The Trump administration’s war on “woke” within the federal government has not explicitly focused on bisexuality until now. In March, the New York Times released a list of words that the Trump White House is limiting or avoiding due to their association with identity politics, civil rights, and environmentalism. While “LGBT”, “LGBTQ”, and “men who have sex with men” were all on the list, “bisexual” was not. In January, GLAAD reported that the word “bisexual” was no longer searchable on whitehouse.gov. However, this was part of a broader purge of LGBT terms and was not specific to bisexuality.
The removal of bisexuality may simply have been a trial balloon to incrementally test the boundaries of what the public will tolerate. The administration appears to have found the boundary.
Bi people have always been an easier group to sideline because bisexuality is perceived more negatively than exclusive homosexuality, and is more likely to be seen as illegitimate than the attraction to a single sex. A 2019 study found that 85% of bisexual individuals surveyed experienced “identity invalidation” due to disbelief or confusion among people around them.
Recent popular research by the Manhattan Institute’s Eric Kauffman may also have contributed to skepticism of bisexuality. Kauffman argues that the significant increase in bisexual identification among young liberal white women is symptomatic of a progressive culture that values transgression and fluidity. From there, he lumps in the increase in bi identification with the “1,000-fold increase in trans identification” that inspired significant pushback from the right.
More broadly, conservative reactions against what they see as bohemian lifestyles may be motivated by more than mere prejudice. The fluid nature of bisexuality (and trans) challenges the nature of the conservative psyche.

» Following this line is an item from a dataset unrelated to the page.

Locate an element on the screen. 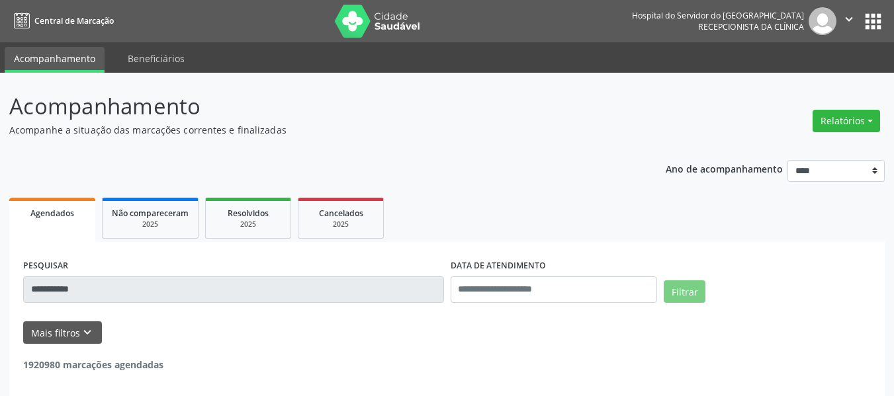  label: DATA DE ATENDIMENTO is located at coordinates (498, 266).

Research on the biology of political differences finds that people on the political right tend to think in more black-and-white terms and have greater difficulty integrating incongruous information, while those left-of-center are generally more tolerant of ambiguous concepts. Bi people, like trans folks, do not fit neatly into binary categories such as straight/gay or woman/man. One component behind the distaste for or dismissal of bisexuality may simply be a natural consequence of the diversity of brain structures and how they correlate with political beliefs.

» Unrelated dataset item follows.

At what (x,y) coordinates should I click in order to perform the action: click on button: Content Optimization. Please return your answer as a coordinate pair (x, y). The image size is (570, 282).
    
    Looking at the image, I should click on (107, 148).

By removing bisexuality from the Stonewall website, the Trump White House challenged bi people’s place in history. It attempted to rewrite the story of LGBT rights to make it more palatable to rigid and binary systems of thinking and to expand its war on “wokeness” to a new group of people. But the administration also found a limit to how far it can take LGBT erasure without significant pushback. Despite the fact that bisexuality is perceived more negatively than homosexuality, the sheer percentage of the population that is openly bi may have made resistance inevitable. At close to 60% of the LGBT population, bi people are the queer majority. This episode provides a glimpse into a future where, as bi people continue to come out and the bi community continues to grow, they become much harder to push aside or push around.